Despite our European friends’ headlong pursuit of ‘net Zero’ CO2 emissions, as they attempt to “decarbonize” their economies, they are destroying the chemical, electrical, industrial, and commercial bases of their economies. Henry’s Law from 175 years ago shows that Temperature Controls <CO2>. The rise of concentrations of atmospheric <CO2> is benign, temperatures are not as warm as they were in the Medieval Warm Period, when grapes grew in and near London, and streets such as “The Vinery” in London were named.
The ready availability of hydrocarbon fuels, coal, oil, and natural gas has allowed our modern lifestyles with ready availability of power for our homes, automobiles, health care, and transportation throughout the US, and trans-continentally. Early and continued cries of “End of Oil” and other stories have not panned out. As we have learned more about earth and energy sciences, more opportunities for inexpensive energy for industrial and consumer use have appeared.
Now is a good time to repeat a sentence from earlier in this post:
Globally, coal use has continued to increase, led by China, but also India, and the rest of Asia. Despite the smiling photo op of Presidents Obama and Chairman Xi on 3 Sep 2016 in front of an image of China’s Great Wall and a sanctimonious-sounding statement from the US Embassy, China’s coal use has continued to increase. This is just not me saying this, it has been published by Climate Central, the New York Times, TIME, Bloomberg, the UK Daily Mail, and Reuters.
While the makeup of the different hydrocarbon components of the Voronoi Diagram of Figure 10 has changed over recent times, there are immense deposits of hydrocarbons in the Green River Formation and the Athabasca Oil Sands of Alberta.
Human knowledge seems to be expanding dramatically. For an example, when I graduated from Rutgers as a Geology Major in 1962, the entire field of Plate Tectonics was unknown. To bet that there will be no scientific and/or engineering breakthroughs that will allow extraction from the Green River Formation and the Athabasca Oil Sands in the decades ahead seems foolhardy and ill-informed. Nearby, the immense reserves of Venezuela only need careful management to provide lots more crude oil.
Notes of caution, however.
The current fascination with Artificial Intelligence seems to me to place excessive emphasis on machine learning, while many of our younger generations seem to have little to no critical thinking skills.

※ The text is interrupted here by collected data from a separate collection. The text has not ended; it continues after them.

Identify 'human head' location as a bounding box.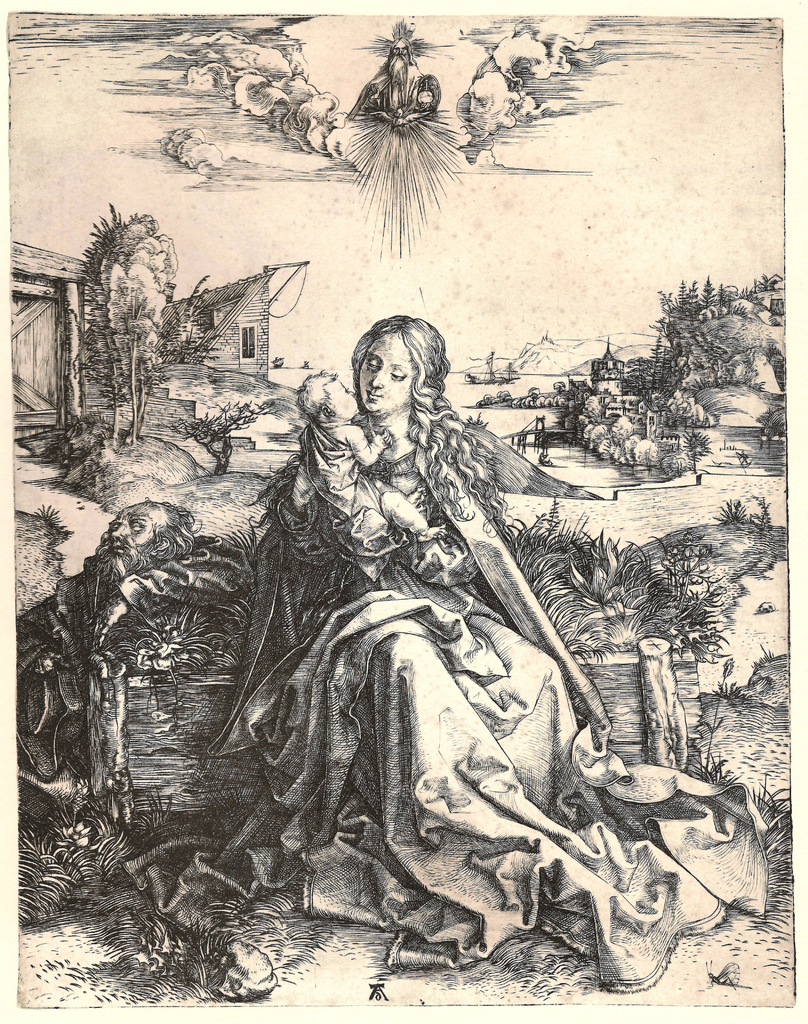
x1=93, y1=500, x2=184, y2=586.
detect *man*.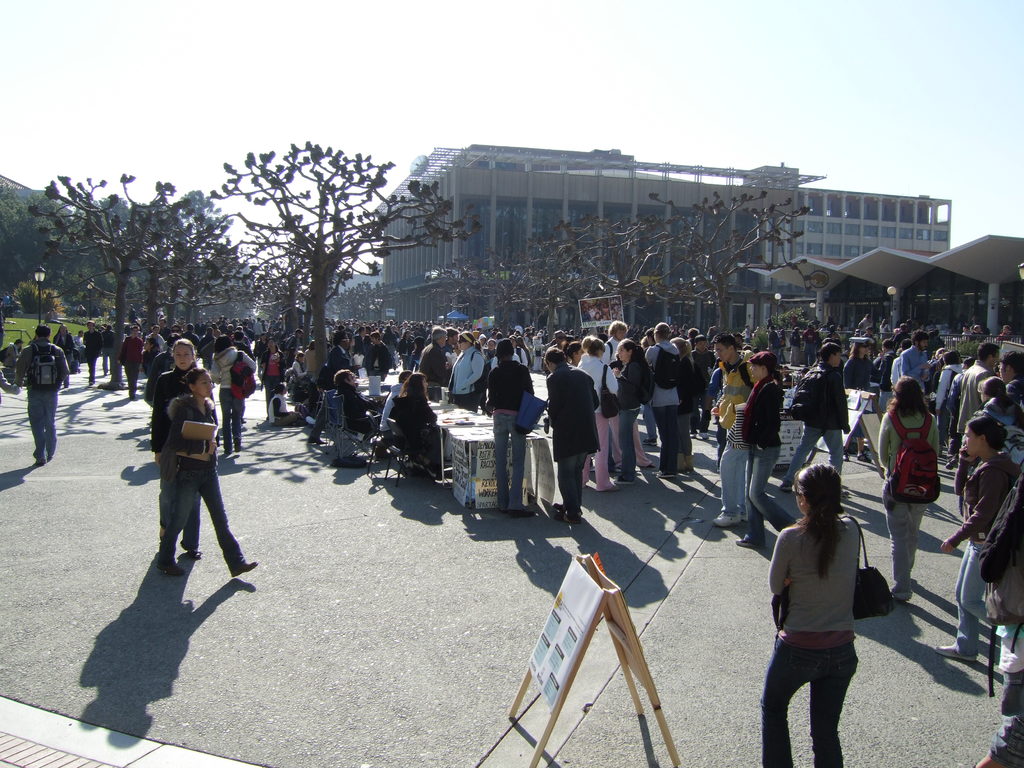
Detected at {"x1": 957, "y1": 342, "x2": 998, "y2": 433}.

The widespread belief in the mainstream media, universities, especially state universities, that CO2 emissions control climate is held in this country.
Outright stupidity, ignorance, and bias of the purveyors of Wikipedia in, for instance, https://en.wikipedia.org/wiki/Climate_change_denial, and this phrase,
“extensive evidence for anthropogenic global warming that has led to a scientific consensus on climate change.”
Consensus is for politics, while science is about facts, measurements, observations, and data. That Wikipedia cannot understand this, or does not wish to understand this, is an example of brain rot all too common in society today.